Analysis: The statutory entry in the Second Schedule described computers and peripherals in a manner that, by its structure and wording, included their parts within the defined goods. The phrases used in the schedule, read in context, treated the parts as part of the defined commercial category. The exemption notifications granted relief to computers, computer peripherals, computer consumables and computer cleaning kits falling under Serial No. 20 of Part C of the Second Schedule, and therefore incorporated the whole of that entry. The contemporaneous understanding of the assessing machinery and the earlier clarification also supported that construction.
Conclusion: Parts of computers and computer peripherals were exempted from turnover tax and resale tax.
Issue (iv): Whether the Commissioner had power to withdraw the earlier clarification by issuing the later circular.
Analysis: The authority empowered to issue a circular or clarification also has power to withdraw it. The statute and the general principles governing administrative instructions support that position. The later circular withdrawing the earlier clarification was therefore not ultra vires merely because it reversed the prior administrative view.
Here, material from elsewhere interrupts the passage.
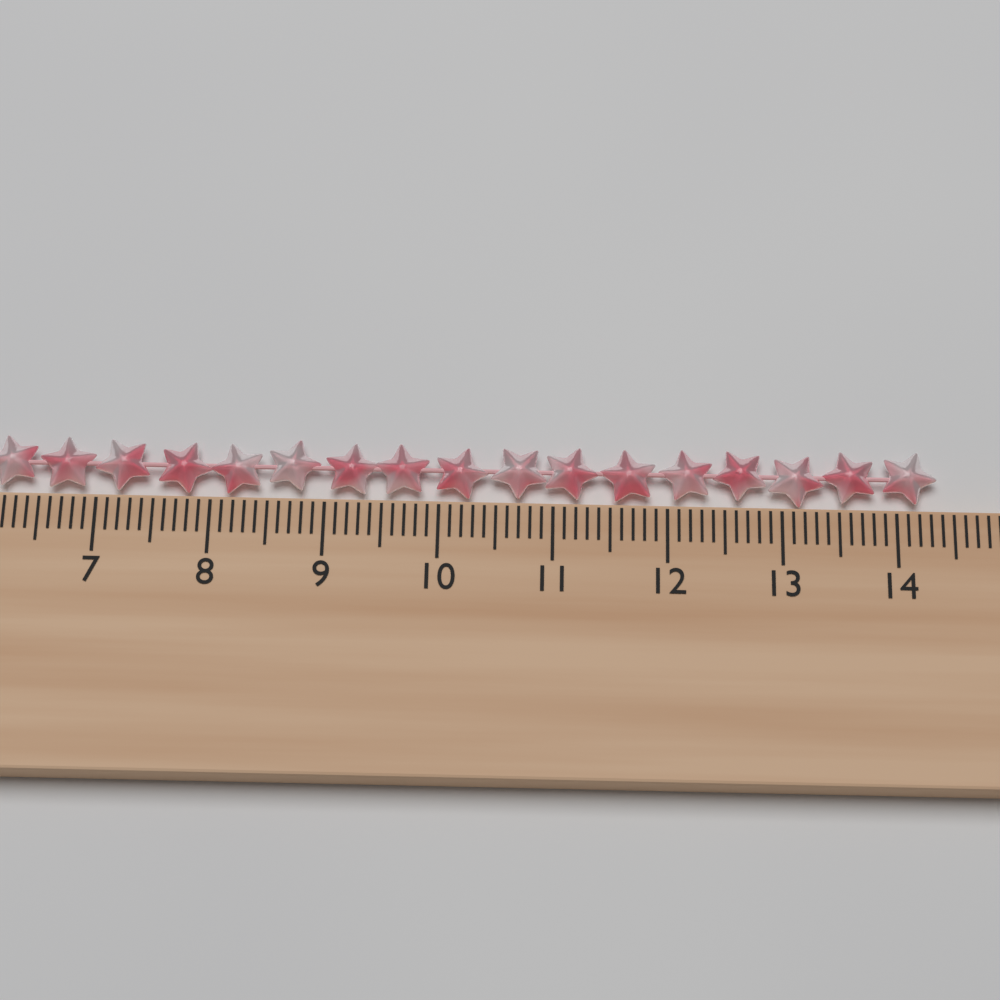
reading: 14.4 cm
Conclusion: The Commissioner had power to withdraw the earlier clarification.
Issue (v): Whether the earlier clarification bound the department until its withdrawal.
Analysis: A departmental circular binds the department while it remains in force, but its binding force ceases once it is withdrawn. The earlier clarification existed only for a short period and had already been withdrawn when the disputed reassessment actions were taken. In any event, the statutory power to reopen escaped assessments could not be defeated by reliance on a withdrawn clarification.
Conclusion: The department was not bound by the withdrawn clarification for the impugned assessments.
Final Conclusion: The appellate court set aside the order of the single judge, held that the impugned notices, reassessment orders and circular could not stand, and declared that parts of computers and computer peripherals were not liable to turnover tax or resale tax under the impugned exemption regime because they were covered by the notifications.
Ratio Decidendi: Where an exemption notification adopts the wording of a scheduled entry that defines goods to include their parts, the exemption extends to those parts; and quasi-judicial reassessment cannot be sustained when it is shown to have been compelled by administrative dictation rather than independent statutory satisfaction.